All of these worlds – desert, ice and ocean planets – could potentially be habitable to a point; even in Earth’s own snowball periods, life persevered. However their occurrence was before the arrival of complex life and it is doubtful such life would have survived the onset of such a catastrophic change in climate. More to the point, Mars was once wet and warm with a thicker atmosphere, even if it was only for a short while, while still existing outside of the habitable zone. Now it is a barren.

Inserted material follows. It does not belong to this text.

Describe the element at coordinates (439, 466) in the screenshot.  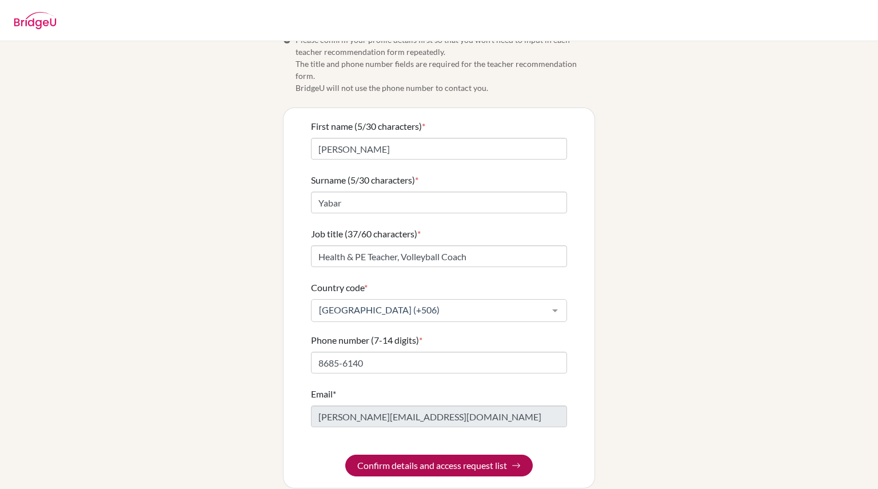
I see `button: Confirm details and access request list` at that location.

On the other hand Earth was once a frozen wilderness despite being in the habitable zone, but is now resplendent with life.

While habitable zones are a starting point, it is clear they are not necessarily the final word on habitability and locating planets within their limits does not guarantee that they are going to be Earth-like, nor does it automatically correspond that planets outside of the habitable zone will be inhospitable. Furthermore, astronomers also suspect that life could exist in such exotic locales as planets in ten hour-orbits around white dwarfs, on tidally locked worlds around red dwarfs, on exomoons orbiting gas giants and even on rogue planets that wander interstellar space, kept warm by their own innate radioactivity. Surely if any of these types of planet are discovered to be habitable it will prove that reality can be far stranger than fiction.